His Danish cousins were not impressed. They considered him a usurper just like his father. One of Eric’s solutions was to ramp up Swedish naval strength to control trade on the Baltic. Big ships were a key part of this plan. In 1561, he engaged master shipwright Holgerd Olsson to build the biggest ship yet. It was Eric’s idea to call it the Mars after the Roman god of war, telegraphing even more clearly his bellicose intent. Mars was completed in the fall of 1563, just in time for the fireworks. Also known as the Makalös (Matchless), the ship was big, the largest ever up until that point on the Baltic. It was said to be longer than Lübeck’s cathedral of St. Peter.

The Danes didn’t appreciate Eric’s ambitious encroachment on their turf in the lucrative Baltic market and neither did Lübeck. In 1563, the conflict escalated into the Northern Seven Years’ War. It was Sweden against Denmark–Norway, Lübeck and the Polish–Lithuanian union. Sweden’s navy was already intimidating compared to its rivals. It had 38 ships, 16 of them large warships. The Mars was armed with at least 100 guns, perhaps as many as 200, depending on which source you believe. Its heavy artillery enabled it to fight at a distance, eschewing the old-fashioned boarding followed by hand-to-hand combat tactics that had dominated naval warfare for so long.

When the Mars and other Swedish warships went up against the fleets of Denmark, Lübeck and the Polish–Lithuanian union off the coast of the Swedish island of Öland on May 30th, 1564, at first Mars seemed to dominate the field. With those big guns of hers, she disabled the Danish flagship Fortuna and sank the Lübeckian ship Alte Bark. The Danish and Lübeckian commanders realized they would have to board her or face certain defeat. On day two of the engagement, they managed to do just that. The only problem is the Mars was on fire. The enemy crews only had enough time to board her and initiate looting procedures before they were all blown sky high in an explosion so powerful that it shot the ship’s mainmast straight up in the air like a crossbow bolt. The Mars sank quickly, taking many coins, cannons and lives to the cold Baltic seafloor with it.

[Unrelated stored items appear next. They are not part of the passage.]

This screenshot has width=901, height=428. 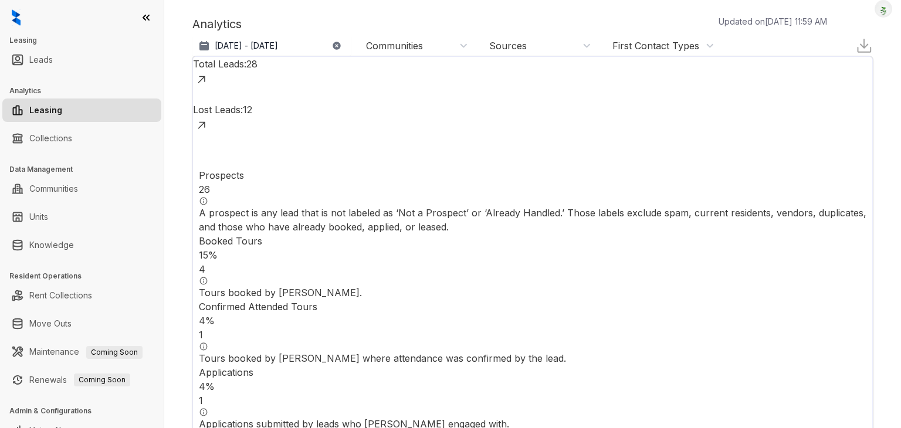 What do you see at coordinates (82, 217) in the screenshot?
I see `li: Units` at bounding box center [82, 217].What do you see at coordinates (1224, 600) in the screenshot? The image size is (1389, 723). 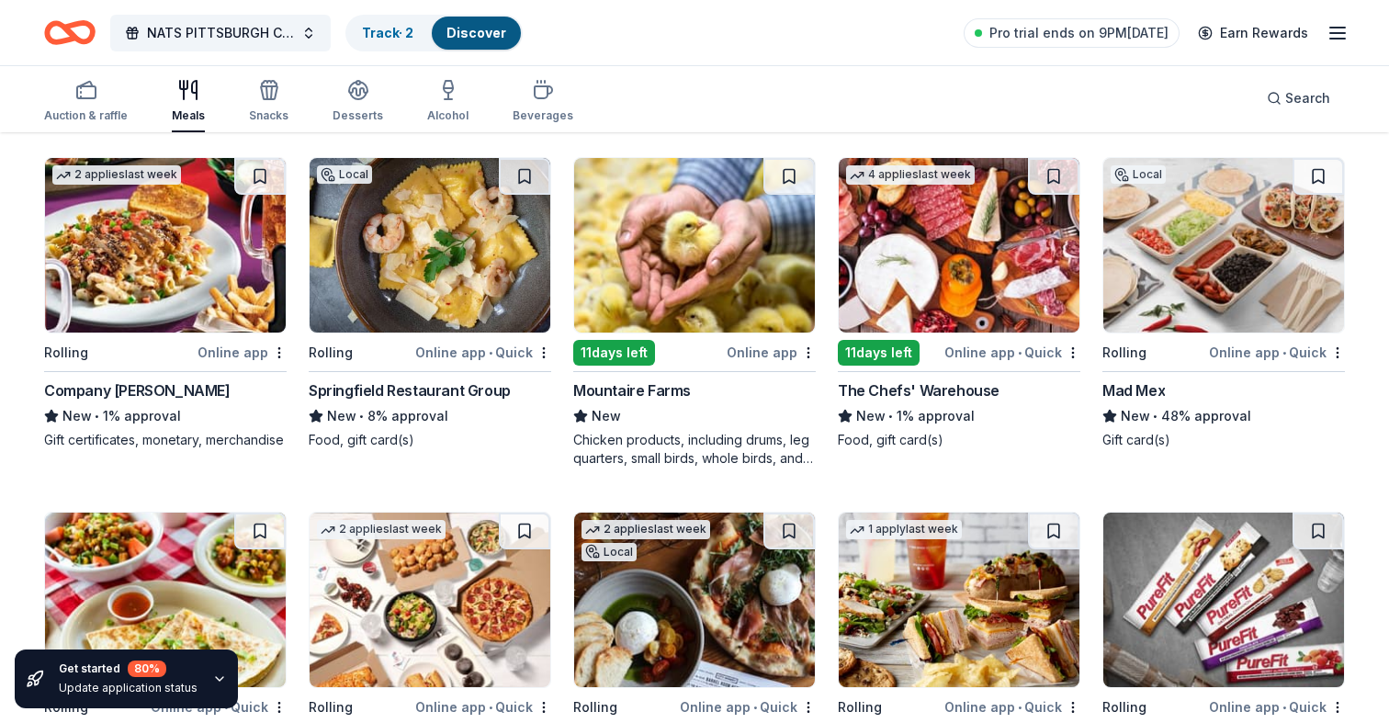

After decades, centuries even, of fruitless searches, in 2011 the wreck of the Mars was found near Öland 250 feet below the surface of the water. Even though it went down in such a spectacular fashion, it was in excellent condition. Its guts were exposed in the explosion, but the wood has been perfectly preserved by the Baltic’s slow currents, cold water and lack of woodworm.

From its discovery in 2011 through 2015, marine archaeologists have been studying the wreck under very difficult conditions. It’s so deep and cold, visibility is literally zero and it’s not possible to dive in a regular way. They needed a special mix of gases to protect them from the bends, and documenting the wrack in total darkness required specialized scanning equipment.

Over the course of several years, a research team led by Johann Rönnby, professor of maritime archaeology at Sweden’s Södertörn University, has photographed and scanned the 453-year-old wreck Mars, the legendary flagship of Swedish King Erik XIV. […]

The Mars wreck site was discovered in 2011 by Rönnby’s team near the Swedish island of Öland. Initial investigations of the vessel, lying at a depth of 250 feet, indicated that a combination of slow currents and a dark and cold environment helped to facilitate the stunning preservation of the wooden warship.

National Geographic helped fund the research, so keep your eyes peeled for the story to air on its cable channel. Meanwhile, here’s a taste of the breathtaking footage and rendering drawn from a site that requires hand-held Klieg lights to see even a tiny part of it.

Deep Sea Productions filmed the exploration of the wreck for a documentary. Below is a brief introductory video to the production and a surprisingly enjoyable clip of reenactments from the film. I’m not a fan of what I deem to be an overreliance on reenactments in history documentaries because I find them a cheesy shortcut to generate feeble “action scenes” as if the history itself couldn’t possibly keep bums in seats. I have to admit these look not too bad. (Still not good tho.)